Salton Sea earthquakes warning for the Big One in California, hydropolitics

Salton Sea's beautiful shores on a sunny afternoon. Once a popular oasis or beach resort town in 1950s, today it is a surreal ghost town that is rarely visited except by curious travellers. Salton Sea is featured in the epic abandoned travel opus Atlas Oscura.
 
Recent visitor to Salton Sea. Photo from Mentalfloss. The sea once irrigated adjacent farmlands that have since dried up. The sea itself is polluted with petroleum and its once existing sea life vanished.


The Salton Sea in Southern California, East of San Diego not far from the U.S.-Mexico border has been experiencing several mini earthquakes over the past months. Quakes in Salton Sea are not uncommon. The sea seats on the San Andres Fault as the majority of the state and important cities in California also sit on the fault. California is part of the Pacific Ocean's Ring of Fire. The frequency of the sea's continual quakes are unusual. Seismologists have been warning for years that California is long overdue for the Big One. The Big One being a massive earthquake that could dwarf the 1906 Earthquake and Loma Prieta Earthquake in 1989. As a sign of Mother Nature's dark humour, the current wildfires in Santa Cruz area has occurred in the nearby Loma Prieta Mountains where the 1989 earthquake received its name. If or when the Big One occurs, it is expected to destroy hundreds of lives, lead to environmental contamination and billions of dollars worth of infrastructure. The affected cities would be San Diego, Palm Springs, aftershocks hitting towns as far away as Bakersfield in the Central Valley and San Luis Obisopo not far from Cal Poly Institute near Santa Barbara and smaller towns including Salton Sea's own Bombay Beach. Ignored by the national media but noticed by local media especially in the Los Angeles, Coachella area, the Salton Sea quakes have many residents worried. Earthquakes are still the only natural disasters scientists can not predict. The mini quakes are at least the first time that Mother Nature might be using her own red flag warning to give the state a "heads up" if the San Andres Fault gives way to a 9.5 quake (figuratively speaking) and its equally destructive aftershocks. Generally, the aftershocks are often deadlier than the actual earthquake as been proven in Haiti, Chile, Mexico, Nepal, Italy and Turkey.

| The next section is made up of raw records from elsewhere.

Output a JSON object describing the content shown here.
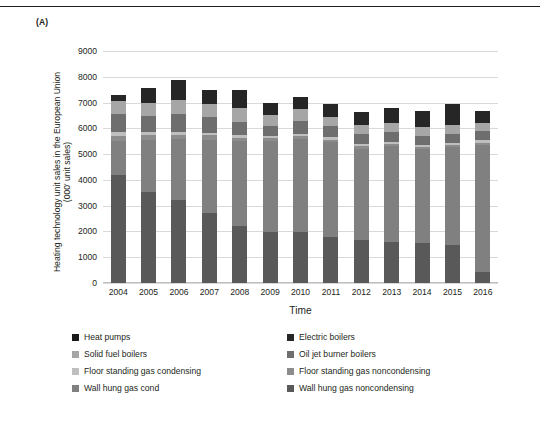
{
  "figure": {
    "panel_label": "(A)",
    "y_axis_title_line1": "Heating technology unit sales in the European Union",
    "y_axis_title_line2": "(000' unit sales)",
    "x_axis_title": "Time"
  },
  "chart_data": {
    "type": "bar",
    "stacked": true,
    "title": "",
    "xlabel": "Time",
    "ylabel": "Heating technology unit sales in the European Union (000' unit sales)",
    "ylim": [
      0,
      9000
    ],
    "yticks": [
      0,
      1000,
      2000,
      3000,
      4000,
      5000,
      6000,
      7000,
      8000,
      9000
    ],
    "grid": true,
    "legend_position": "bottom",
    "categories": [
      "2004",
      "2005",
      "2006",
      "2007",
      "2008",
      "2009",
      "2010",
      "2011",
      "2012",
      "2013",
      "2014",
      "2015",
      "2016"
    ],
    "series": [
      {
        "name": "Wall hung gas noncondensing",
        "color": "#595959",
        "values": [
          4180,
          3520,
          3230,
          2730,
          2220,
          1960,
          1980,
          1800,
          1680,
          1580,
          1560,
          1480,
          440
        ]
      },
      {
        "name": "Wall hung gas cond",
        "color": "#808080",
        "values": [
          1330,
          2030,
          2340,
          2830,
          3290,
          3540,
          3620,
          3660,
          3530,
          3720,
          3620,
          3800,
          4930
        ]
      },
      {
        "name": "Floor standing gas noncondensing",
        "color": "#8c8c8c",
        "values": [
          190,
          180,
          170,
          170,
          120,
          110,
          110,
          100,
          100,
          90,
          90,
          80,
          80
        ]
      },
      {
        "name": "Floor standing gas condensing",
        "color": "#bfbfbf",
        "values": [
          140,
          130,
          120,
          110,
          100,
          90,
          90,
          90,
          90,
          90,
          90,
          90,
          90
        ]
      },
      {
        "name": "Oil jet burner boilers",
        "color": "#6e6e6e",
        "values": [
          700,
          620,
          680,
          600,
          510,
          410,
          490,
          430,
          380,
          380,
          360,
          350,
          340
        ]
      },
      {
        "name": "Solid fuel boilers",
        "color": "#a6a6a6",
        "values": [
          510,
          500,
          560,
          520,
          560,
          420,
          450,
          370,
          360,
          360,
          320,
          330,
          320
        ]
      },
      {
        "name": "Electric boilers",
        "color": "#262626",
        "values": [
          230,
          600,
          760,
          540,
          690,
          460,
          480,
          500,
          500,
          590,
          630,
          810,
          480
        ]
      },
      {
        "name": "Heat pumps",
        "color": "#1a1a1a",
        "values": [
          0,
          0,
          0,
          0,
          0,
          0,
          0,
          0,
          0,
          0,
          0,
          0,
          0
        ]
      }
    ],
    "totals": [
      7280,
      7580,
      7860,
      7500,
      7490,
      6990,
      7220,
      6950,
      6640,
      6810,
      6670,
      6940,
      6680
    ]
  },
  "legend": {
    "items": [
      {
        "label": "Heat pumps",
        "color": "#1a1a1a"
      },
      {
        "label": "Electric boilers",
        "color": "#262626"
      },
      {
        "label": "Solid fuel boilers",
        "color": "#a6a6a6"
      },
      {
        "label": "Oil jet burner boilers",
        "color": "#6e6e6e"
      },
      {
        "label": "Floor standing gas condensing",
        "color": "#bfbfbf"
      },
      {
        "label": "Floor standing gas noncondensing",
        "color": "#8c8c8c"
      },
      {
        "label": "Wall hung gas cond",
        "color": "#808080"
      },
      {
        "label": "Wall hung gas noncondensing",
        "color": "#595959"
      }
    ]
  }
}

Salton Sea in the 1950s with beach goers at a boat launch. Today, the Salton Sea's abandoned landscape hardly resembles its former self.

1989 Loma Prieta Earthquake that struck the Bay Area, San Francisco-Oakland



The Salton Sea in Californian desert is an inland sea that has witnessed the changing climate for half a century. In the 1950s, the shores of the Salton Sea was a desert oasis resort frequented by vacationers from nearby towns and cities in the Coachella Valley and Imperial County. Today, the shores of the Salton Sea are pretty much a ghost town. and many 60 year old +abandoned buildings and vans that can still be seen by curious travellers and extreme thrill seekers.